Wednesday, March 14, 2007

What France's Brain Drain Can Teach New York State.

French industry warns of brain drain that If Ségolène Royal is elected president in May it will trigger an exodus of people from France’s financial and biotechnology sectors to London and other foreign cities, according to some of the country’s top business leaders. The warning – fuelled by fears that the Socialist candidate would raise taxes for the highest earners and biggest companies – came as it emerged that the number of people fleeing the country’s onerous wealth tax doubled between 2003 and 2005.

Each day France loses two people who pay its wealth tax, representing a loss of €2.2bn ($2.9bn, £1.5bn) of taxable assets for the government in 2005, according to a senate finance committee report.

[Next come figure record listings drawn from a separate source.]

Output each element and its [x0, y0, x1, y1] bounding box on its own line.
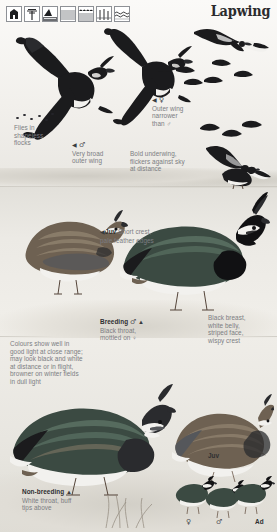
lapwing-flock-silhouettes-upper	[150, 56, 260, 96]
annotation-flies-in-shapeless-flocks: Flies in shapeless flocks	[14, 124, 62, 147]
female-symbol-icon: ♀	[186, 518, 191, 526]
colours-line-3: may look black and white	[10, 355, 102, 363]
male-symbol-icon: ♂	[216, 518, 222, 526]
annotation-juvenile: ◀Juv Short crest, pale feather edges	[100, 228, 212, 244]
left-pointer-icon: ◀	[152, 97, 157, 103]
sex-symbol-female-lower: ♀	[186, 518, 191, 527]
colours-line-4: at distance or in flight,	[10, 363, 102, 371]
breast-line-2: white belly,	[208, 322, 274, 330]
bold-underwing-line-1: Bold underwing,	[130, 150, 200, 158]
non-breeding-label: Non-breeding	[22, 488, 64, 495]
non-breeding-line-2: tips above	[22, 504, 120, 512]
lapwing-juvenile-lower-standing	[170, 390, 274, 486]
outer-wing-line-1: Outer wing	[152, 105, 210, 113]
non-breeding-line-1: White throat, buff	[22, 497, 120, 505]
annotation-breeding-male: Breeding ♂ ▲ Black throat, mottled on ♀	[100, 318, 190, 342]
outer-wing-line-2: narrower	[152, 112, 210, 120]
female-symbol-icon: ♀	[159, 96, 164, 104]
annotation-non-breeding: Non-breeding ▲ White throat, buff tips a…	[22, 488, 120, 512]
annotation-outer-wing-narrower: ◀ ♀ Outer wing narrower than ♂	[152, 96, 210, 127]
left-pointer-icon: ◀	[72, 142, 77, 148]
building-habitat-icon	[6, 6, 22, 22]
very-broad-marker-row: ◀ ♂	[72, 141, 124, 150]
colours-line-5: browner on winter fields	[10, 370, 102, 378]
lapwing-juvenile-standing	[10, 196, 128, 302]
outer-wing-line-3: than ♂	[152, 120, 210, 128]
marsh-habitat-icon	[78, 6, 94, 22]
colours-line-2: good light at close range;	[10, 348, 102, 356]
breast-line-1: Black breast,	[208, 314, 274, 322]
juv-label: Juv	[105, 228, 116, 235]
annotation-adult-lower: Ad	[255, 518, 275, 526]
breeding-header-row: Breeding ♂ ▲	[100, 318, 190, 327]
breast-line-3: striped face,	[208, 329, 274, 337]
colours-line-1: Colours show well in	[10, 340, 102, 348]
male-symbol-icon: ♂	[79, 141, 85, 149]
annotation-bold-underwing: Bold underwing, flickers against sky at …	[130, 150, 200, 173]
annotation-breast-and-crest: Black breast, white belly, striped face,…	[208, 314, 274, 344]
bold-underwing-line-2: flickers against sky	[130, 158, 200, 166]
very-broad-line-1: Very broad	[72, 150, 124, 158]
juv-lower-label: Juv	[208, 452, 219, 459]
juv-text: Short crest,	[118, 228, 151, 235]
breeding-line-2: mottled on ♀	[100, 334, 190, 342]
ad-lower-label: Ad	[255, 518, 264, 525]
juv-line-2: pale feather edges	[100, 237, 212, 245]
very-broad-line-2: outer wing	[72, 157, 124, 165]
outer-wing-marker-row: ◀ ♀	[152, 96, 210, 105]
male-symbol-icon: ♂	[130, 318, 136, 326]
breeding-label: Breeding	[100, 318, 128, 325]
annotation-colours: Colours show well in good light at close…	[10, 340, 102, 386]
lapwing-small-standing-trio	[172, 476, 272, 524]
breeding-line-1: Black throat,	[100, 327, 190, 335]
bold-underwing-line-3: at distance	[130, 165, 200, 173]
juv-line-1: ◀Juv Short crest,	[100, 228, 212, 237]
farmland-habitat-icon	[60, 6, 76, 22]
page-title: Lapwing	[210, 2, 270, 20]
flock-line-2: shapeless	[14, 132, 62, 140]
field-guide-page: Lapwing	[0, 0, 277, 532]
sex-symbol-male-lower: ♂	[216, 518, 222, 527]
flock-line-3: flocks	[14, 139, 62, 147]
annotation-juvenile-lower: Juv	[208, 452, 248, 460]
non-breeding-header-row: Non-breeding ▲	[22, 488, 120, 497]
lapwing-standing-distant	[214, 158, 260, 190]
tree-habitat-icon	[24, 6, 40, 22]
up-pointer-icon: ▲	[138, 319, 144, 325]
flock-line-1: Flies in	[14, 124, 62, 132]
cliff-coast-habitat-icon	[42, 6, 58, 22]
breast-line-4: wispy crest	[208, 337, 274, 345]
annotation-very-broad-outer-wing: ◀ ♂ Very broad outer wing	[72, 141, 124, 165]
lapwing-breeding-male-standing	[118, 190, 270, 318]
up-pointer-icon: ▲	[66, 489, 72, 495]
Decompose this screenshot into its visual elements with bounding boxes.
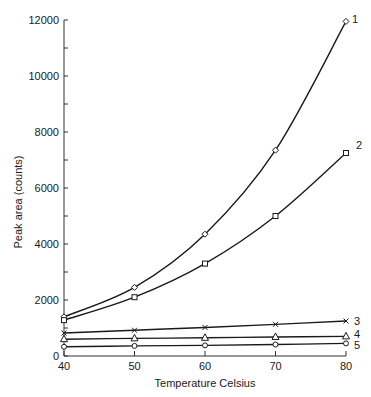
triangle-marker — [61, 335, 68, 342]
series-label: 5 — [354, 339, 360, 351]
y-tick-label: 10000 — [28, 70, 59, 82]
x-tick-label: 80 — [340, 360, 352, 372]
diamond-marker — [132, 284, 138, 290]
triangle-marker — [131, 334, 138, 341]
series-2: 2 — [62, 139, 363, 323]
square-marker — [132, 295, 137, 300]
x-tick-label: 40 — [58, 360, 70, 372]
y-tick-label: 12000 — [28, 14, 59, 26]
triangle-marker — [343, 332, 350, 339]
series-line — [64, 21, 346, 316]
circle-marker — [273, 342, 278, 347]
series-3: 3 — [62, 315, 361, 336]
series-1: 1 — [61, 13, 358, 319]
circle-marker — [62, 344, 67, 349]
y-axis-label: Peak area (counts) — [12, 156, 24, 249]
y-tick-label: 6000 — [35, 182, 59, 194]
series-4: 4 — [61, 328, 361, 341]
circle-marker — [344, 341, 349, 346]
y-tick-label: 4000 — [35, 238, 59, 250]
circle-marker — [132, 343, 137, 348]
diamond-marker — [343, 18, 349, 24]
series-label: 1 — [352, 13, 358, 25]
series-label: 2 — [356, 139, 362, 151]
triangle-marker — [202, 334, 209, 341]
chart-series: 12345 — [61, 13, 363, 351]
square-marker — [273, 214, 278, 219]
square-marker — [62, 318, 67, 323]
square-marker — [203, 261, 208, 266]
line-chart: 0200040006000800010000120004050607080 12… — [0, 0, 371, 397]
circle-marker — [203, 343, 208, 348]
series-label: 3 — [354, 315, 360, 327]
chart-axes: 0200040006000800010000120004050607080 — [28, 14, 352, 372]
x-tick-label: 60 — [199, 360, 211, 372]
x-tick-label: 50 — [128, 360, 140, 372]
series-5: 5 — [62, 339, 361, 351]
triangle-marker — [272, 333, 279, 340]
y-tick-label: 2000 — [35, 294, 59, 306]
y-tick-label: 8000 — [35, 126, 59, 138]
x-axis-label: Temperature Celsius — [155, 377, 256, 389]
x-tick-label: 70 — [269, 360, 281, 372]
square-marker — [344, 151, 349, 156]
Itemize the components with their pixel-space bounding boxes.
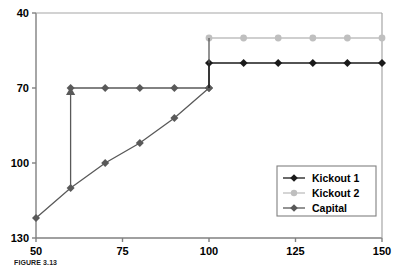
figure-caption: FIGURE 3.13 xyxy=(14,259,404,266)
data-point-kickout-2 xyxy=(309,35,316,42)
y-tick-label: 40 xyxy=(17,7,29,19)
x-tick-label: 75 xyxy=(116,245,128,257)
series-line-capital xyxy=(36,88,209,218)
legend-marker-1 xyxy=(291,190,297,196)
data-point-kickout-1 xyxy=(240,59,248,67)
legend-label-0: Kickout 1 xyxy=(312,172,359,184)
data-point-kickout-2 xyxy=(379,35,386,42)
legend-label-2: Capital xyxy=(312,202,347,214)
x-tick-label: 125 xyxy=(286,245,304,257)
chart-canvas: 13010070405075100125150Kickout 1Kickout … xyxy=(0,0,406,269)
y-tick-label: 100 xyxy=(11,157,29,169)
data-point-capital-ceiling xyxy=(101,84,109,92)
data-point-kickout-2 xyxy=(240,35,247,42)
data-point-kickout-1 xyxy=(343,59,351,67)
data-point-kickout-1 xyxy=(274,59,282,67)
data-point-capital-ceiling xyxy=(136,84,144,92)
data-point-kickout-2 xyxy=(344,35,351,42)
data-point-kickout-1 xyxy=(309,59,317,67)
data-point-kickout-2 xyxy=(275,35,282,42)
data-point-capital-ceiling xyxy=(170,84,178,92)
x-tick-label: 150 xyxy=(373,245,391,257)
x-tick-label: 100 xyxy=(200,245,218,257)
y-tick-label: 130 xyxy=(11,232,29,244)
data-point-kickout-1 xyxy=(378,59,386,67)
x-tick-label: 50 xyxy=(30,245,42,257)
figure-container: 13010070405075100125150Kickout 1Kickout … xyxy=(0,0,406,269)
legend-label-1: Kickout 2 xyxy=(312,187,359,199)
y-tick-label: 70 xyxy=(17,82,29,94)
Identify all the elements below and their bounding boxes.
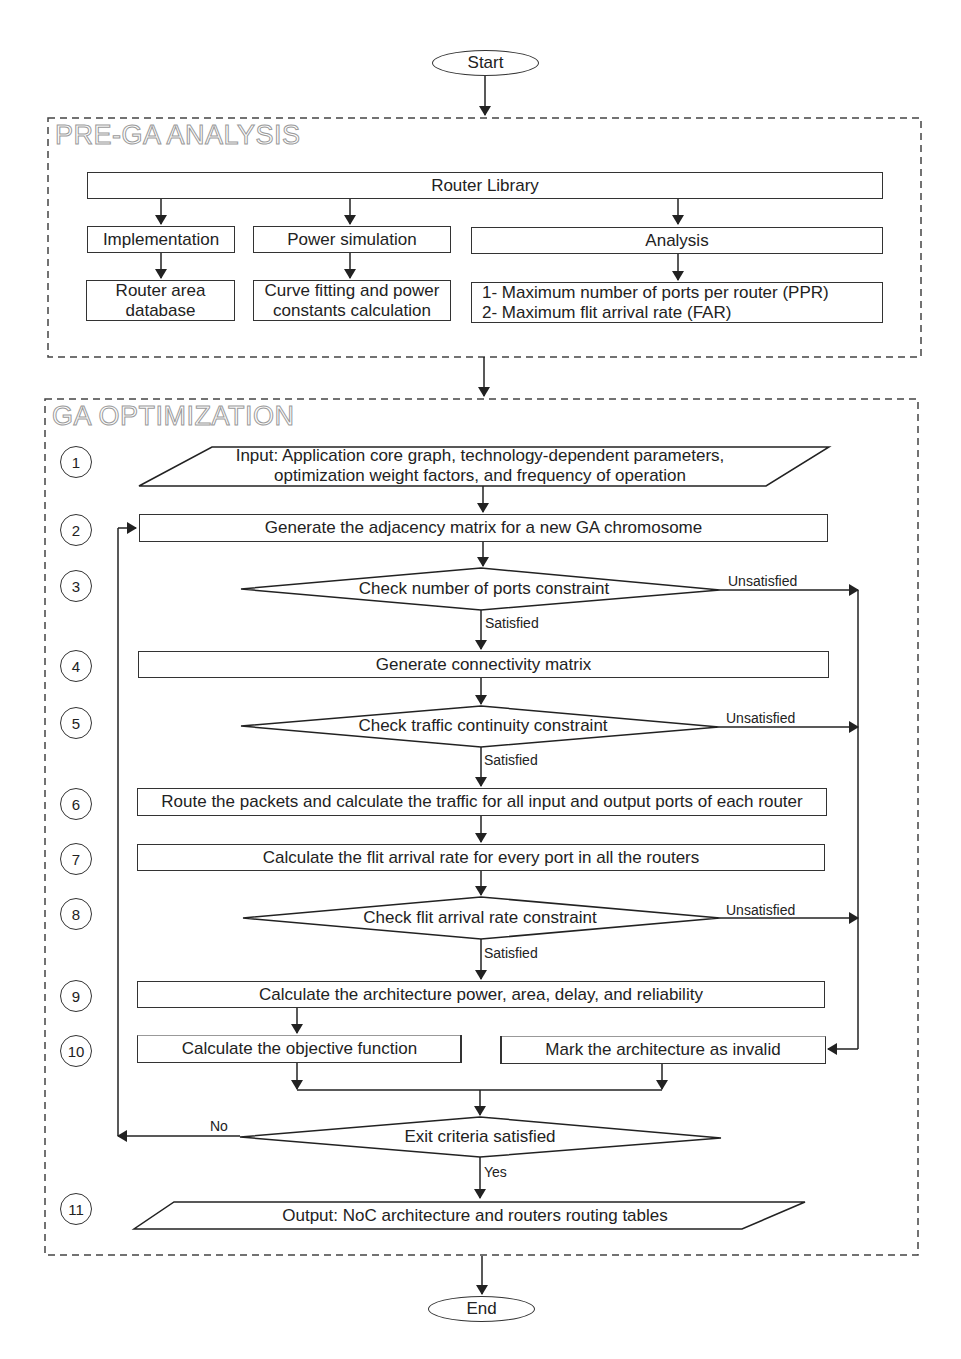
mark-invalid-label: Mark the architecture as invalid: [545, 1040, 780, 1060]
far-line: 2- Maximum flit arrival rate (FAR): [482, 303, 731, 323]
route-packets-box: Route the packets and calculate the traf…: [137, 788, 827, 816]
router-area-line1: Router area: [116, 281, 206, 301]
flit-rate-constraint-decision: Check flit arrival rate constraint: [363, 908, 596, 928]
edge-unsatisfied-8: Unsatisfied: [726, 902, 795, 918]
analysis-box: Analysis: [471, 227, 883, 254]
router-area-line2: database: [126, 301, 196, 321]
step-number-3: 3: [60, 570, 92, 602]
ga-title: GA OPTIMIZATION: [52, 401, 295, 432]
pre-ga-title: PRE-GA ANALYSIS: [55, 120, 301, 151]
traffic-continuity-decision: Check traffic continuity constraint: [358, 716, 607, 736]
start-terminal: Start: [432, 50, 539, 76]
power-simulation-label: Power simulation: [287, 230, 416, 250]
mark-invalid-left-edge: [500, 1036, 502, 1064]
curve-fitting-box: Curve fitting and power constants calcul…: [253, 280, 451, 321]
flit-arrival-rate-label: Calculate the flit arrival rate for ever…: [263, 848, 700, 868]
step-number-10: 10: [60, 1035, 92, 1067]
step-number-11: 11: [60, 1193, 92, 1225]
generate-adjacency-box: Generate the adjacency matrix for a new …: [139, 514, 828, 542]
edge-unsatisfied-5: Unsatisfied: [726, 710, 795, 726]
curve-fitting-line1: Curve fitting and power: [265, 281, 440, 301]
generate-adjacency-label: Generate the adjacency matrix for a new …: [265, 518, 702, 538]
implementation-label: Implementation: [103, 230, 219, 250]
router-library-box: Router Library: [87, 172, 883, 199]
mark-invalid-box: Mark the architecture as invalid: [501, 1036, 826, 1064]
power-simulation-box: Power simulation: [253, 226, 451, 253]
edge-no: No: [210, 1118, 228, 1134]
router-library-label: Router Library: [431, 176, 539, 196]
end-label: End: [466, 1299, 496, 1319]
step-number-4: 4: [60, 650, 92, 682]
step-number-1: 1: [60, 446, 92, 478]
step-number-2: 2: [60, 514, 92, 546]
router-area-database-box: Router area database: [86, 280, 235, 321]
edge-unsatisfied-3: Unsatisfied: [728, 573, 797, 589]
objective-function-label: Calculate the objective function: [182, 1039, 417, 1059]
edge-yes: Yes: [484, 1164, 507, 1180]
input-step-text: Input: Application core graph, technolog…: [236, 446, 725, 486]
analysis-results-box: 1- Maximum number of ports per router (P…: [471, 282, 883, 323]
output-step-text: Output: NoC architecture and routers rou…: [282, 1206, 668, 1226]
step-number-7: 7: [60, 843, 92, 875]
input-line1: Input: Application core graph, technolog…: [236, 446, 725, 466]
connectors-layer: [0, 0, 961, 1359]
step-number-9: 9: [60, 980, 92, 1012]
objective-function-right-edge: [460, 1035, 462, 1063]
input-line2: optimization weight factors, and frequen…: [236, 466, 725, 486]
objective-function-box: Calculate the objective function: [137, 1035, 461, 1063]
route-packets-label: Route the packets and calculate the traf…: [161, 792, 802, 812]
curve-fitting-line2: constants calculation: [273, 301, 431, 321]
architecture-metrics-box: Calculate the architecture power, area, …: [137, 981, 825, 1008]
analysis-label: Analysis: [645, 231, 708, 251]
edge-satisfied-5: Satisfied: [484, 752, 538, 768]
flowchart-canvas: Start End PRE-GA ANALYSIS Router Library…: [0, 0, 961, 1359]
ppr-line: 1- Maximum number of ports per router (P…: [482, 283, 829, 303]
end-terminal: End: [428, 1296, 535, 1322]
step-number-6: 6: [60, 788, 92, 820]
start-label: Start: [468, 53, 504, 73]
ports-constraint-decision: Check number of ports constraint: [359, 579, 609, 599]
generate-connectivity-label: Generate connectivity matrix: [376, 655, 591, 675]
flit-arrival-rate-box: Calculate the flit arrival rate for ever…: [137, 844, 825, 871]
edge-satisfied-8: Satisfied: [484, 945, 538, 961]
step-number-5: 5: [60, 707, 92, 739]
generate-connectivity-box: Generate connectivity matrix: [138, 651, 829, 678]
exit-criteria-decision: Exit criteria satisfied: [404, 1127, 555, 1147]
architecture-metrics-label: Calculate the architecture power, area, …: [259, 985, 703, 1005]
implementation-box: Implementation: [87, 226, 235, 253]
step-number-8: 8: [60, 898, 92, 930]
edge-satisfied-3: Satisfied: [485, 615, 539, 631]
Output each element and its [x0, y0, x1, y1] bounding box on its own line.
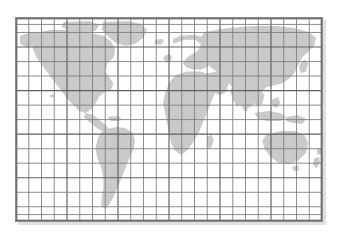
madagascar-shape [207, 135, 214, 149]
hawaii-shape [50, 94, 54, 97]
landmass-layer [20, 21, 321, 209]
map-canvas [16, 18, 322, 221]
philippines-shape [271, 97, 280, 108]
world-map-figure [15, 17, 323, 222]
tasmania-shape [292, 166, 299, 172]
caribbean-shape [107, 116, 121, 121]
iceland-shape [154, 39, 164, 45]
north-america-shape [32, 30, 115, 113]
map-frame [15, 17, 323, 222]
south-america-shape [95, 127, 135, 209]
new-zealand-shape [313, 157, 320, 169]
australia-shape [262, 131, 308, 165]
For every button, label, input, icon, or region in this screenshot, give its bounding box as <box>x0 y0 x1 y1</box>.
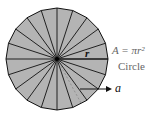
polygon-circle-figure <box>0 0 151 118</box>
circle-area-diagram: A = πr² Circle r a <box>0 0 151 118</box>
apothem-label: a <box>115 81 121 96</box>
radius-label: r <box>85 47 89 59</box>
formula-label: A = πr² <box>112 44 145 56</box>
shape-name-label: Circle <box>118 60 145 72</box>
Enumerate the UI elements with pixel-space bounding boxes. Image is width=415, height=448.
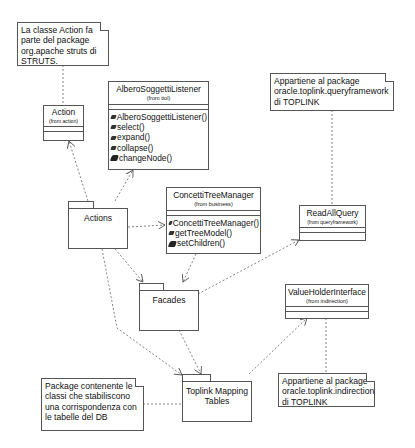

“If Ségolène Royal wins, we will go back to the situation we had with Mitterrand between 1981 and 1983. But it would be three-times worse,” said the chairman of one CAC 40 company, referring to François Mitterrand, the last leftwing president of France.

“There are many French people who are ready to leave the country. Mitterrand was quite pragmatic, able to shift his position after a couple of years when he saw it was not working. But Ms Royal is ideologically fixed on her position,” the chairman said.

Philippe Pouletty, honorary chairman of France Biotech, the biotechnology association, said: “If the Socialists were elected and implemented their pre-election policies, a lot of people would say enough is enough and move abroad, just coming back to France for holidays.”

Jean-Luc Placet, chief executive of the IDRH recruitment consultancy and member of the Medef business federation, said: “Many in the financial sector ... would leave for London if she was elected.”

Ms Royal hardly mentioned tax in her manifesto speech. But her proposal to regulate bank fees has infuriated the banking federation.

Thierry Desmarest, chairman of Total, attacked a political debate in France which, he said, swung “between dogmatism and populism”. Reporting the biggest profit of any French company, Mr Desmarest said it was unacceptable that Total should be penalised for its success.

Ms Royal’s manifesto proposed “an exceptional tax on the super-profits of oil companies” to fund public transport. Mr Desmarest said: “We only make 5-6 per cent of our profits in France. We pay our taxes where we make our profits and there is no reason to pay tax a second time.”

Elie Cohen, head of research at the CNRS state agency, played down the risk of an exodus. “If Ségolène Royal does what she is saying then it will be like in 1981. But just like Mitterrand, she will have to reverse everything after 18 months, once the country is in crisis.”